Noise in the output side

While the above results could be anticipated to some degree, the effect of noise has more subtleties. Random error in the output side does not alter the performance directly, yet it can mislead the optimization methods. Indeed, the SA’s performance is significantly lowered. However, the GA’s performance is practically unchanged even for extremely high values of noise (see Fig 7). This difference between the GA and the SA can be explained by the integrative nature of the GA: The GA never makes sharp decisions, rather it gives preferences for certain solutions. The long decision process means that the error is practically averaged out. The SA, and most conventional methods, as well, make decisions at every step (after every test) and can therefore be easily mislead by an erroneous measurement. This effect is well pronounced in the figure. The fact that the GA can tolerate a high level of noise has important practical implications.

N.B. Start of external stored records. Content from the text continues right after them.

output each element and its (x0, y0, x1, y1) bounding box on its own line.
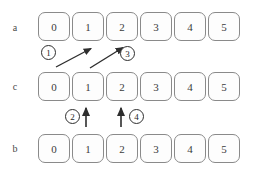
cell-b-3[interactable]: 3 (140, 134, 172, 163)
array-row-a: 0 1 2 3 4 5 (38, 12, 240, 41)
cell-b-2[interactable]: 2 (106, 134, 138, 163)
cell-b-5[interactable]: 5 (208, 134, 240, 163)
cell-a-0[interactable]: 0 (38, 12, 70, 41)
cell-b-4[interactable]: 4 (174, 134, 206, 163)
cell-c-2[interactable]: 2 (106, 72, 138, 101)
array-row-c: 0 1 2 3 4 5 (38, 72, 240, 101)
cell-c-0[interactable]: 0 (38, 72, 70, 101)
cell-b-0[interactable]: 0 (38, 134, 70, 163)
figure-canvas: a 0 1 2 3 4 5 c 0 1 2 3 4 5 b 0 1 2 3 4 … (0, 0, 257, 176)
step-badge-1[interactable]: 1 (41, 45, 56, 60)
diagonal-arrow-step-3 (90, 48, 123, 69)
cell-a-1[interactable]: 1 (72, 12, 104, 41)
step-badge-2[interactable]: 2 (65, 109, 80, 124)
row-label-b: b (8, 143, 22, 154)
row-label-a: a (8, 22, 22, 33)
cell-a-3[interactable]: 3 (140, 12, 172, 41)
step-badge-4[interactable]: 4 (129, 109, 144, 124)
row-label-c: c (8, 81, 22, 92)
cell-c-3[interactable]: 3 (140, 72, 172, 101)
cell-b-1[interactable]: 1 (72, 134, 104, 163)
array-row-b: 0 1 2 3 4 5 (38, 134, 240, 163)
diagonal-arrow-step-1 (56, 49, 91, 68)
cell-c-4[interactable]: 4 (174, 72, 206, 101)
cell-c-1[interactable]: 1 (72, 72, 104, 101)
cell-a-5[interactable]: 5 (208, 12, 240, 41)
cell-a-2[interactable]: 2 (106, 12, 138, 41)
cell-c-5[interactable]: 5 (208, 72, 240, 101)
cell-a-4[interactable]: 4 (174, 12, 206, 41)
step-badge-3[interactable]: 3 (120, 46, 135, 61)
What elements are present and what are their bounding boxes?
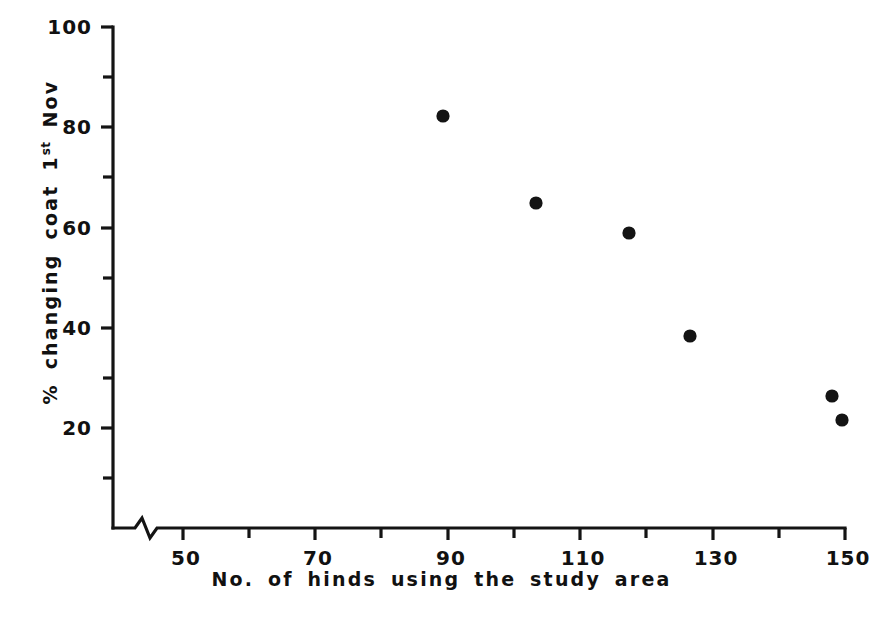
x-axis-label: No. of hinds using the study area [0, 568, 883, 590]
y-axis-label-after: Nov [39, 80, 61, 142]
data-point [835, 413, 848, 426]
data-point-series [436, 109, 848, 426]
x-tick-label-110: 110 [561, 546, 606, 570]
scatter-plot-figure: 100 80 60 40 20 50 70 90 110 130 150 No.… [0, 0, 883, 621]
y-axis-label: % changing coat 1st Nov [39, 80, 61, 405]
data-point [622, 226, 635, 239]
x-tick-label-130: 130 [694, 546, 739, 570]
plot-canvas [0, 0, 883, 621]
y-axis-label-before: % changing coat 1 [39, 155, 61, 404]
x-tick-label-150: 150 [826, 546, 871, 570]
data-point [529, 196, 542, 209]
y-axis-label-superscript: st [39, 141, 53, 155]
x-axis-line-with-break [113, 518, 845, 538]
x-tick-label-70: 70 [303, 546, 333, 570]
y-axis-label-container: % changing coat 1st Nov [30, 22, 70, 462]
y-major-ticks [101, 27, 113, 428]
x-tick-label-50: 50 [171, 546, 201, 570]
x-tick-label-90: 90 [436, 546, 466, 570]
data-point [683, 329, 696, 342]
data-point [436, 109, 449, 122]
data-point [825, 389, 838, 402]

If a higher level of noise can be allowed one can usually use fewer measurements since noise averaging is time consuming. Supposing that the population probe noise has a Poisson distribution (typical for high-performance lasers) a decrease of the noise content by an order of magnitude requires an increase of two orders of magnitude in integration time. 1=f noise is even worse from this respect. In the same way the need for signal averaging is eased. Noise resistance can thus be very useful because optimization is time consuming, especially if one is to find the global optimum. It should be noted that the SA’s performance actually degrades after a time. This is because of the presence of noise: a solution can be measured better or worse than it really is. If a solution is measured much better than it is, then, for high inverse temperature ( ) values, the algorithm will not leave that point, unless an even larger error occurs.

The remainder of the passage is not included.